According to Rayman; “Leveraging the cloud is an important aspect to helping our research community use more of the funding dollar to focus more on analysis and less on procuring hardware.”

Working with a previously analysed 2 Terabyte data set (to ensure that the results matched when analysis was transferred to cloud) the team took all the bio-informatics pipeline components and prepared that to run on Azure. “It was achieved in two weeks – and was a very successful story considering the technical challenges we had at the beginning.”

Dr Kurscheid is keenly aware of the technical overhead associated with complex scientific research. He says during the three and a half years of his research program, he’s had to devote one third of that time to getting the technical elements in place so that he could run the HPC analytics over the many data sets generated in the department.

He believes that moving to a cloud-based solution would have saved him nine months, freeing him up for more research in a field where “Every minute that I can spend on intellectually tackling problems will lead to some advance.”

“I think we’ve gone a long way already from the raw data to some analytical output. I would like to take that even further for essentially the whole workflow,” says Dr Kurscheid.

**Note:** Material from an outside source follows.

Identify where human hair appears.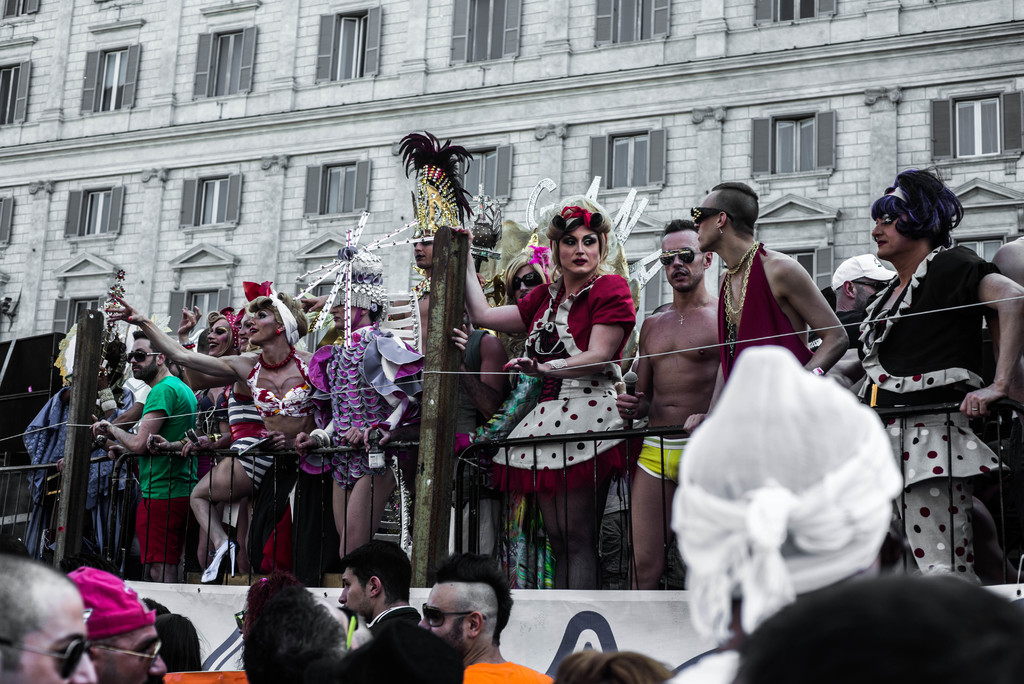
Appears at <region>707, 183, 762, 244</region>.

It’s not a trivial exercise for a research lab where every experiment and associated workflow is different – but the underlying approach demonstrates how cloud computing can deliver the platform for making genome-based analysis and diagnosis far more accessible, potentially opening up new clinical applications.

According to Rayman; “The nature of research is that you are always pushing the boundaries of techniques and are driven by the need to experiment. That’s where having a flexible environment in the cloud really shines, as you can draw on a variety of computing resources and open source tools with fewer limitations.

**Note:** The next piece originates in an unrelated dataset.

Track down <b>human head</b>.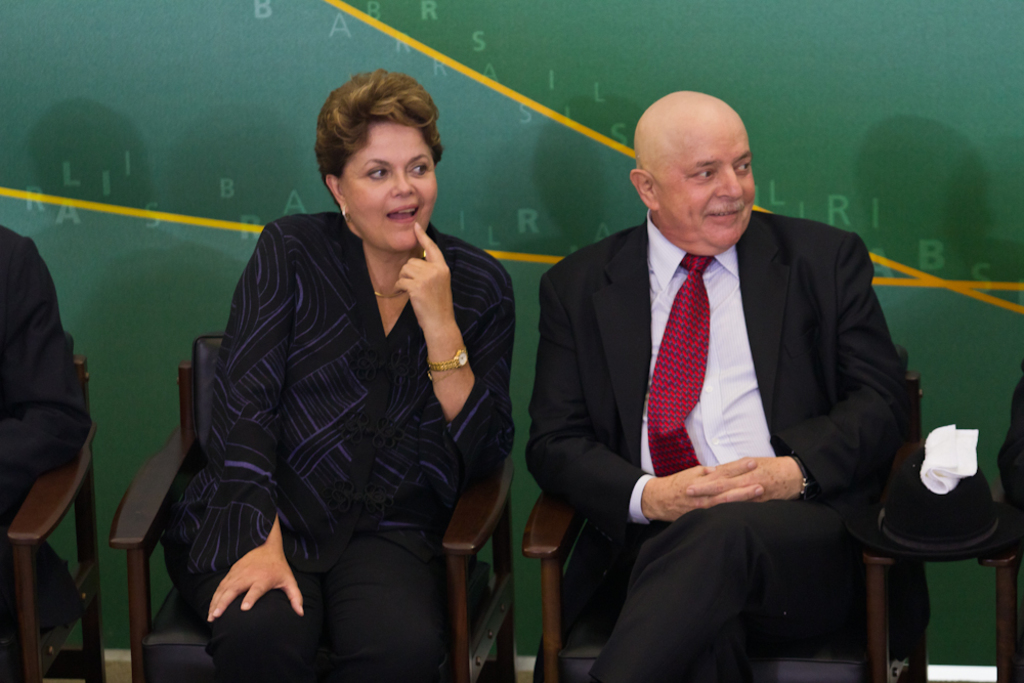
Tracked to [left=635, top=73, right=746, bottom=240].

“Our focus at BizData has been to deliver a seamless experience for researchers using the Microsoft Cloud.. For example, today we enable a researcher to take an existing pipeline (for example in Snakemake or Galaxy) that they have already built and allow them to run secondary analysis in the cloud with as much computing power as needed, without changing a line of code. We also make it easy to analyse and collaborate on the research outputs, without having to wait for large volumes of data to download again.”

There is also a benefit for ANU. According to Dr Kurscheid; “This demonstrator is a good example of how we at ANU, at John Curtin, could use Azure to do our research and help publish it which hopefully creates more impact by stimulating more scientific discourse and more reuse of the data and citations which is good for the university.”

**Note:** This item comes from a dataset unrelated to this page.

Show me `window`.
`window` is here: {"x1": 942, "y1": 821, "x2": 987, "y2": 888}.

Critically, it also has the potential to accelerate genome research and spur its clinical application.

As Dr Kurscheid notes; “The general infrastructure is available for going from raw data – as primary as it gets – to a highly analysed and visualised result and that would probably be used for some work that we are currently finalising that’s actually looking at the 3D structure of the genome in cancer cells. I’m envisaging that if we conduct all this analysis using Azure then also doing some really nice visualisation and exploratory analysis using the platform.”

Outside of the research sphere he suspects there will be the opportunity for new clinical applications as genome analytics platforms become more accessible and affordable.

“Part of the long-term vision is that in the medical field genomics becomes more widely available – it’s already important in rare diseases. As it becomes more common smaller hospitals or pathology services might see demand for this.

“I think that making these workflows and tools and analysis pipelines publicly available in a manner that is adaptable for others would support the broader uptake of genomics in the medical field.”